Year: 2020
Runtime: 129 minutes
Director: Halle Berry
Writer: Michelle Rosenfarb
Actors: Halle Berry, Sheila Atim, Adriane Lenox, Adan Canto, Danny Boyd Jr.
By Valerie Kalfrin
Halle Berry has often been a fighter. She leaped from TV shows to feature films after she persuaded director Spike Lee that she had the grit to play a crack addict in 1991’s “Jungle Fever.” As an executive producer on “Introducing Dorothy Dandridge,” she paid for a scene at the film’s ending to help the story’s integrity and its budget.
So it’s understandable that she felt a connection in her to Jackie Justice, the disgraced mixed-martial-arts fighter she plays in “Bruised,” her directing debut. Berry, an Oscar-winner for 2001’s “Monster’s Ball,” channels believable pain as Jackie. (At 55, she also acquits herself in the cage admirably after another character dismisses her as “old” and “full of self-pity.”)
The story’s pacing and Jackie’s character development keep “Bruised” from being a knockout, but the film has such strong performances from Berry and the supporting cast that it’s never down for the count.
Airing on Netflix, which snapped up the film after its showing at the 2021 Toronto International Film Festival, “Bruised” opens with Jackie in a scandalous moment for any MMA fighter with a winning record: trying to climb out of the arena.

Four years later, Jackie shuffles about Newark, New Jersey, dodging locals who taunt her about whom she used to be. She cleans houses for a living and sneaks liquor into a spray bottle that she hides under the sink at home with her manager/boyfriend, Desi (Adan Canto, “Second Chance”), who punches the wall one minute and says he loves her the next.
Desi brings Jackie to a no-holds-barred fight one night to watch another woman he plans to sign. But when Jackie gets into the fray and knocks the other fighter senseless, she piques the interest of Immaculate (Shamier Anderson, “Invasion”), a manager who says he can get her back in the Ultimate Fighting Championship, the world’s largest MMA promotion company.
Jackie seems uninterested until her mother, Angel (Adriane Lenox, “The United States vs. Billie Holiday”), shows up with Jackie’s son, Manny (Danny Boyd Jr., “Watchmen”). The six-year-old had been living in Miami with his father, a cop who died undercover, and the father’s girlfriend sent him north. For once in your life, Angel says, handle your mess.
Writer Michelle Rosenfarb, in her feature debut, peels away Jackie’s trauma in “Bruised” a bit at a time, showing a woman whose life revolves around violence. “You grew up with damage and survived on rage,” Jackie’s trainer, Buddhakan (Sheila Atim, “The Underground Railroad”), observes.

Yet though we discover more about Jackie’s life, we never fully learn why she’s attracted to fighting—or what drove her to want to escape the fight at the beginning. (The film Luchadoras earlier this year, although a documentary, depicted clearer arcs of women in hardscrabble lives who turn to the ring for money, opportunities, and respect.) Jackie also falls back into training fairly easily, making it difficult to appreciate milestones such as her learning new maneuvers or making weight before a crucial match.
Forging a relationship with Manny is tougher but has touching wordless moments. Jackie struggles to give Manny, who doesn’t speak, kindness and stability while barely keeping her head together. Berry’s eyes and posture radiate sincerity with the child even when Jackie’s behavior comes up short.
“Bruised” also peppers Jackie’s world with supporting characters who, thanks to evocative performances, seem to have whole lives going on outside the lens. As Pops, a boxing gym veteran, Stephen McKinley Henderson (“Fences”) respects Jackie when few others do. Lenox’s Angel hates that she has to help Jackie as much as Jackie despises her. Atim especially infuses Buddhakan with a wry yet calming presence. At first skeptical, she recognizes Jackie’s fighting spirit, and the two build a friendship, then a tender romantic connection.
“Bruised” includes professional MMA fighters Valentina Shevchenko and Gabi Garcia, and Berry films the brawls with wide and medium shots to capture the fight choreography and intensity. As in any fighting movie, these bouts are less about victory than Jackie’s self-worth—and “Bruised” rewards viewers and Jackie by emerging stronger on the other side.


Exercise details
Retype the entries below exactly, and keep every picture out of your version.

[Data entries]
========================================

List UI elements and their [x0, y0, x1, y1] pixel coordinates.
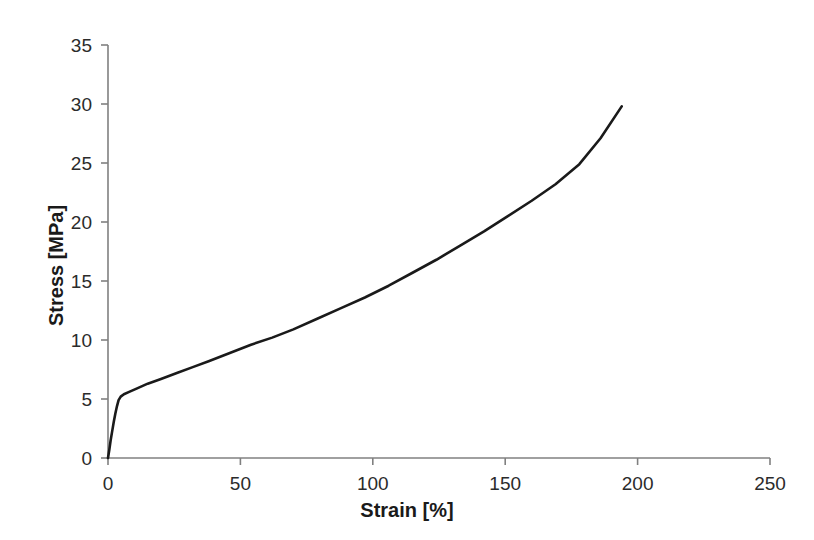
x-tick-label: 150 [489, 474, 521, 493]
y-tick-label: 5 [40, 390, 92, 409]
y-tick-label: 35 [40, 36, 92, 55]
x-tick-label: 0 [103, 474, 114, 493]
y-axis-ticks [101, 45, 108, 458]
stress-strain-chart: 05101520253035 050100150200250 Strain [%… [0, 0, 814, 540]
y-tick-label: 25 [40, 154, 92, 173]
x-tick-label: 100 [357, 474, 389, 493]
y-tick-label: 10 [40, 331, 92, 350]
y-axis-title: Stress [MPa] [46, 205, 66, 326]
x-tick-label: 200 [622, 474, 654, 493]
data-series-group [108, 106, 622, 458]
x-tick-label: 250 [754, 474, 786, 493]
x-axis-title: Strain [%] [0, 500, 814, 520]
y-tick-label: 0 [40, 449, 92, 468]
y-tick-label: 30 [40, 95, 92, 114]
axes-group [108, 45, 770, 458]
x-axis-ticks [108, 458, 770, 465]
chart-canvas [0, 0, 814, 540]
x-tick-label: 50 [230, 474, 251, 493]
data-line-stress-strain [108, 106, 622, 458]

========================================

Response for this exercise
List UI elements and their [x0, y0, x1, y1] pixel coordinates.
x-tick-label: 150 [489, 474, 521, 493]
y-tick-label: 5 [40, 390, 92, 409]
y-tick-label: 35 [40, 36, 92, 55]
x-tick-label: 0 [103, 474, 114, 493]
y-axis-ticks [101, 45, 108, 458]
stress-strain-chart: 05101520253035 050100150200250 Strain [%… [0, 0, 814, 540]
y-tick-label: 25 [40, 154, 92, 173]
x-tick-label: 100 [357, 474, 389, 493]
y-tick-label: 10 [40, 331, 92, 350]
y-axis-title: Stress [MPa] [46, 205, 66, 326]
x-tick-label: 200 [622, 474, 654, 493]
data-series-group [108, 106, 622, 458]
x-tick-label: 250 [754, 474, 786, 493]
x-axis-title: Strain [%] [0, 500, 814, 520]
y-tick-label: 0 [40, 449, 92, 468]
y-tick-label: 30 [40, 95, 92, 114]
axes-group [108, 45, 770, 458]
x-axis-ticks [108, 458, 770, 465]
chart-canvas [0, 0, 814, 540]
x-tick-label: 50 [230, 474, 251, 493]
data-line-stress-strain [108, 106, 622, 458]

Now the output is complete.